The Waterfront Master Plan, developed in the early 1990s, included the Big Four as a pedestrian bridge. On February 6, 2013, the city opened an elliptical ramp and the bridge to pedestrians and bicycles. Waterfront Park installed counters on the Louisville ramp in 2013, helping to calculate an average of 1.5 million pedestrians and bicycles ...
Pages in category "Bridges in Louisville, Kentucky" The following 8 pages are in this category, out of 8 total. ... Big Four Bridge; C. George Rogers Clark Memorial ...
The bridge, which carries 24,000 vehicles a day between Louisville and Jeffersonville, Ind., was to reopen Saturday evening.
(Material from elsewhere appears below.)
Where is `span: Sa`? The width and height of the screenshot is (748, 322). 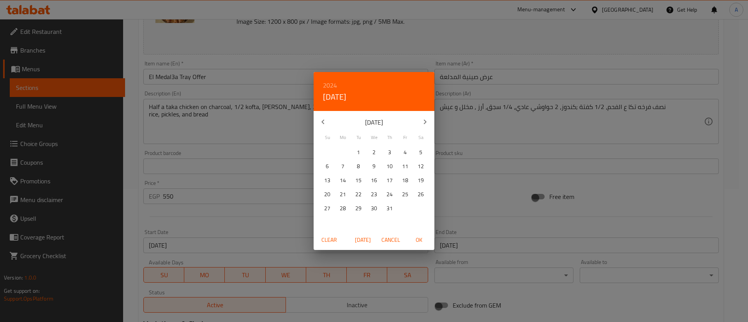 span: Sa is located at coordinates (421, 138).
Semi dangling from bridge over Ohio River leads to dramatic rescue in ...
Locally, the Clark Bridge is known as the Second Street Bridge due to its direct alignment onto Second Street in Louisville. There is a pedestrian sidewalk on each side of the bridge deck. The Clark Bridge was previously the only regional Ohio River bridge open to non-motorized traffic, until the opening of the Indiana side of the nearby Big ...
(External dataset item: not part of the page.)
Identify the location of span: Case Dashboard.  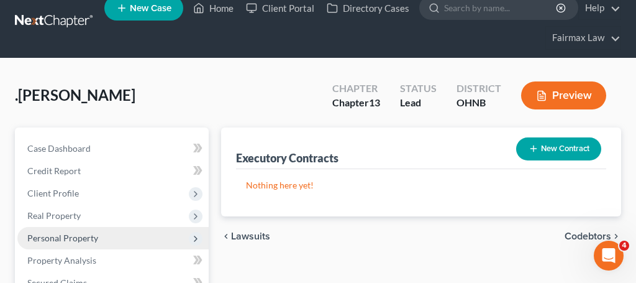
(59, 148).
Big Four Bridge: Pedestrian (Former Cleveland, Cincinnati, Chicago and St. Louis Railway line) Jeffersonville and Louisville 1895, 1929 Lewis and Clark Bridge: I-265 / KY 841: Utica Township and Louisville 2016
Bridges are essential for traveling between Kentucky and Indiana. Some of the most traveled bridges need to be fixed, according to the latest reports. Kentuckiana bridges: Which ones need repairs?